Comment Re:whoopie (Score 1) 556

It's not about the guy that was executed, it was about an official, and extremely serious and somber statement, made via what many consider the lowest form of communication.
What if you had a wedding, and the bridal march was done by some guys farting, or your Masters Degree was on a post-it note?

Some forms of communication are just not considered to be appropriate for some types of information.

The announcement of this murderer's execution should be nothing more than a recording of the gun shots and the dirt hitting the box sent to the media.

Comment Re:Vitual center (Score 1) 183

SMP will only bring you so far - i'll bet 8 VCPU VMs on Atoms will be beat by a 2 VCPU VM on a Core 2 Duo.

Perhaps not, depending on the other load the system is working on. Because of the way VCPUs are scheduled (at least in VMWare) that 8-vCPU VM won't get a time-slice until such time as there are 8 real cores available for the duration of that slice. If your task is CPU intensive and can be easily separated into distinct tasks not overly chatty (i.e. cross VM latency is not going to be a major issue) and the host has gobs of RAM available, you are often better off having several VMs with one cVPU each than one VM with several vCPUs. This may be much less of a problem on a many-CPU monster like the 512 core unit being discussed than it is on 2/4/8-core boxes, but I expect the balance to still be in favour of multiple single-vCPU VMs in cases where the task can be efficiently split between them.
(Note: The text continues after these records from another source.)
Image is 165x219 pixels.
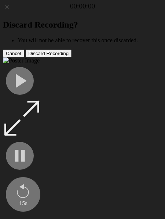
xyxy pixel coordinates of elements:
button: Discard Recording [26,50,72,57]
img: Poster Image [3,57,40,64]
a: 00:00:00 [70,2,95,10]
h2: Discard Recording? [3,20,162,30]
li: You will not be able to recover this once discarded. [18,37,162,44]
button: Cancel [3,50,24,57]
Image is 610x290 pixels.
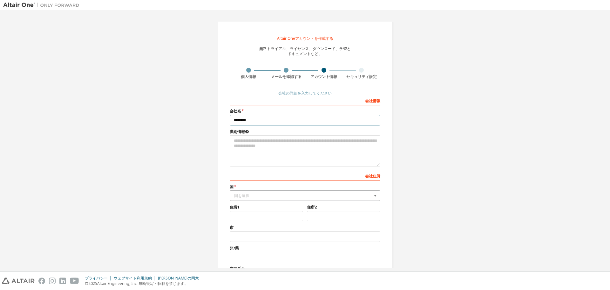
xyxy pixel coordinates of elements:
img: altair_logo.svg [2,277,35,284]
img: instagram.svg [49,277,56,284]
img: アルタイルワン [3,2,83,8]
img: facebook.svg [38,277,45,284]
label: サポートチームが貴社を特定するために役立つ情報をご提供ください。他のAltair Oneユーザーのメールアドレスと氏名、貴社が所有するライセンスの詳細、Altairアカウント担当者などが例として... [230,129,381,134]
font: 住所1 [230,204,240,210]
font: 識別情報 [230,129,245,134]
font: ウェブサイト利用規約 [114,275,152,280]
font: アカウント情報 [311,74,337,79]
font: 会社の詳細を入力してください [279,90,332,96]
font: 住所2 [307,204,317,210]
font: © [85,280,88,286]
font: 住所 [373,173,381,178]
font: Altair Engineering, Inc. 無断複写・転載を禁じます。 [97,280,188,286]
img: youtube.svg [70,277,79,284]
font: ドキュメントなど。 [288,51,322,56]
font: 会社 [365,98,373,103]
img: linkedin.svg [59,277,66,284]
font: 名 [238,108,241,114]
font: 国を選択 [234,193,250,198]
font: 州/県 [230,245,239,251]
font: セキュリティ設定 [347,74,377,79]
font: 無料トライアル、ライセンス、ダウンロード、学習と [259,46,351,51]
font: 市 [230,224,234,230]
font: 会社 [230,108,238,114]
font: 2025 [88,280,97,286]
font: 国 [230,184,234,189]
font: 会社 [365,173,373,178]
font: 個人情報 [241,74,256,79]
font: Altair Oneアカウントを作成する [277,36,334,41]
font: メールを確認する [271,74,302,79]
font: プライバシー [85,275,108,280]
font: [PERSON_NAME]の同意 [158,275,199,280]
font: 郵便番号 [230,265,245,271]
font: 情報 [373,98,381,103]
It appears many of you have a horrible misunderstanding of how the VMware hypervisor works. One instance of VMware ESX can be installed on a single system image machine. SSI is defined by shared memory. There are two classes of systems with shared memory: SMP and NUMA. This 512 Atom machine is neither. It is a system of 512 individual machines cobbled together with very neat thermally and electrically efficient packaging. If one were to run VMware ESX on this machine, it would require 512 instances of the VMware ESX kernel. You could then assign guests to each single Atom machine, but you would not be able to schedule guests across/among the 512 machines. VMware, or any virtualization would be useless on this platform. That's not what it's designed for. To get efficient compute bound applications to run effectively on this machine would require something like MOSIX. For other applications such as web or webmail, you'd use a standard load balancer and a a cluster of 512 individual servers, just as is done now.
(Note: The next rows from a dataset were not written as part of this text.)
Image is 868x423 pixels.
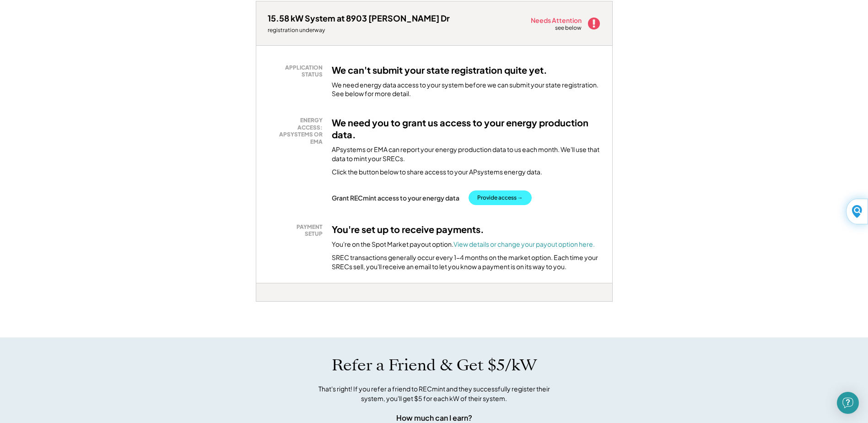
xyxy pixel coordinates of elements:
h3: We need you to grant us access to your energy production data. [332,117,601,140]
div: You're on the Spot Market payout option. [332,240,595,249]
div: We need energy data access to your system before we can submit your state registration. See below... [332,81,601,98]
div: see below [555,24,582,32]
a: View details or change your payout option here. [453,240,595,248]
div: PAYMENT SETUP [272,223,323,238]
div: That's right! If you refer a friend to RECmint and they successfully register their system, you'l... [308,384,560,404]
h3: We can't submit your state registration quite yet. [332,64,547,76]
button: Provide access → [469,191,532,205]
div: Click the button below to share access to your APsystems energy data. [332,168,542,177]
div: registration underway [268,26,450,34]
div: 15.58 kW System at 8903 [PERSON_NAME] Dr [268,13,450,23]
div: APPLICATION STATUS [272,64,323,78]
div: SREC transactions generally occur every 1-4 months on the market option. Each time your SRECs sel... [332,253,601,271]
div: ajjynqih - PA Solar [256,302,278,305]
h1: Refer a Friend & Get $5/kW [332,355,537,375]
div: Grant RECmint access to your energy data [332,193,459,202]
h3: You're set up to receive payments. [332,223,484,235]
div: ENERGY ACCESS: APSYSTEMS OR EMA [272,117,323,145]
div: APsystems or EMA can report your energy production data to us each month. We'll use that data to ... [332,145,601,163]
div: Needs Attention [531,17,582,23]
div: Open Intercom Messenger [837,392,859,414]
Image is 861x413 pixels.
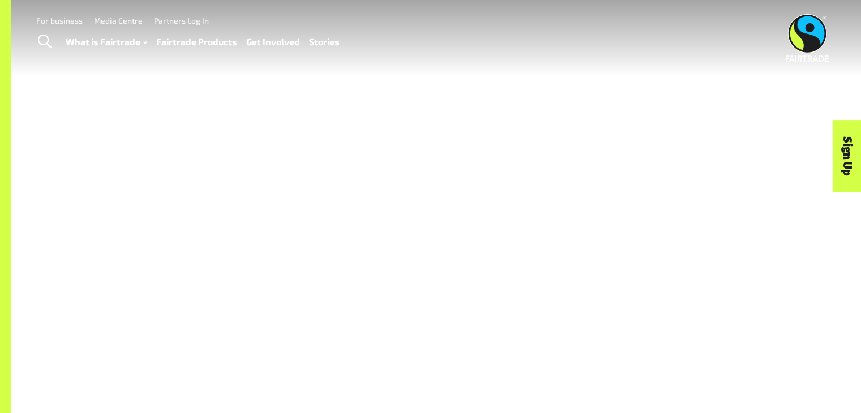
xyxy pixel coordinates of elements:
[66,34,147,50] a: What is Fairtrade
[31,28,58,56] a: Toggle Search
[36,16,83,25] a: For business
[246,34,300,50] a: Get Involved
[785,14,829,62] img: Fairtrade Australia New Zealand logo
[156,34,237,50] a: Fairtrade Products
[154,16,209,25] a: Partners Log In
[94,16,143,25] a: Media Centre
[309,34,339,50] a: Stories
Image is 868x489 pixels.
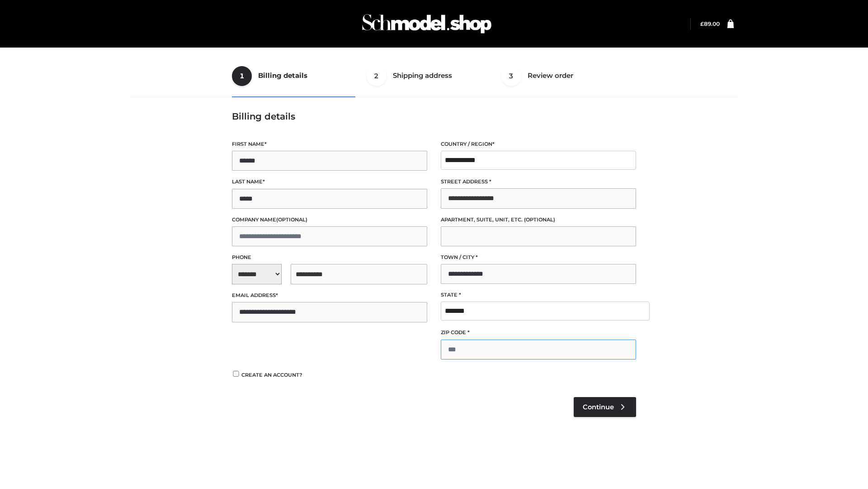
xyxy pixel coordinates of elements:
span: (optional) [276,216,307,223]
label: Apartment, suite, unit, etc. [441,215,636,224]
label: Phone [232,253,428,262]
span: (optional) [524,216,555,223]
a: Continue [574,397,636,417]
input: Create an account? [232,370,240,377]
img: Schmodel Admin 964 [359,6,495,41]
label: Company name [232,215,428,224]
label: Street address [441,177,636,186]
label: Country / Region [441,140,636,148]
label: Town / City [441,253,636,262]
label: State [441,291,636,299]
label: Last name [232,177,428,186]
label: ZIP Code [441,328,636,336]
label: First name [232,140,428,148]
span: Create an account? [241,372,302,378]
span: Continue [583,403,614,411]
a: £89.00 [700,20,720,27]
bdi: 89.00 [700,20,720,27]
h3: Billing details [232,111,636,122]
label: Email address [232,291,428,299]
span: £ [700,20,704,27]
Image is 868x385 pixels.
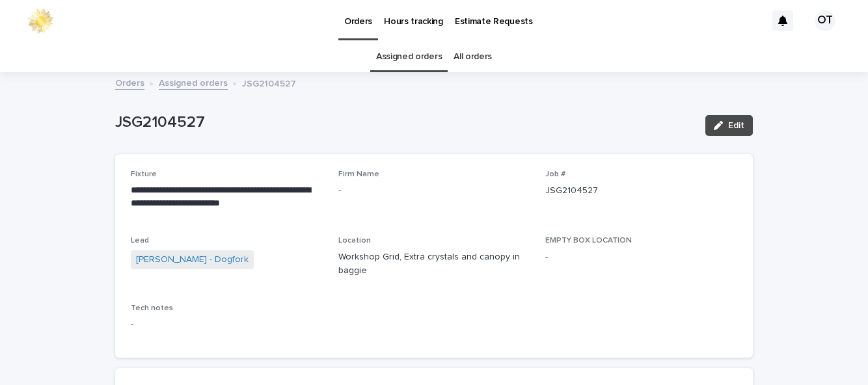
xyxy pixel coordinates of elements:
div: OT [814,11,835,31]
span: Lead [131,237,149,245]
p: - [131,318,737,331]
img: 0ffKfDbyRa2Iv8hnaAqg [26,7,54,34]
span: Location [338,237,371,245]
a: Orders [115,75,144,90]
span: Job # [545,171,565,178]
span: Tech notes [131,304,173,312]
a: [PERSON_NAME] - Dogfork [136,253,248,267]
p: JSG2104527 [545,184,737,198]
a: All orders [453,42,492,73]
span: Firm Name [338,171,379,178]
button: Edit [705,115,753,136]
p: JSG2104527 [115,113,695,132]
span: Edit [728,121,744,130]
p: Workshop Grid, Extra crystals and canopy in baggie [338,251,530,278]
p: - [545,251,737,264]
a: Assigned orders [159,75,228,90]
a: Assigned orders [376,42,442,73]
span: EMPTY BOX LOCATION [545,237,631,245]
p: JSG2104527 [242,76,296,90]
p: - [338,184,530,198]
span: Fixture [131,171,157,178]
Again, this machine is not SMP and not NUMA. It is not a "server" in the traditional sense. In reality it is a _cluster_ in a box. The concept is nothing new, this company is rather later to the game, and is already beat in the efficiency department. One example beating it is the Sicortex SC5832 which houses 5832 64 bit MIPS cores running at 700MHz. The CPU die contains 6 MIPS64 cores, dual memory controllers, a PCIe interface, GigE interface, and a connection to the Kautz digraph network running at 2.5GB/s bidirectional to from each node. The system consumes less than 20KW for almost 6000 cores and over 8Tflops of floating point performance. This highly integrated cluster machine is designed for supercomputing, not web applications, though it could be used for such if desired.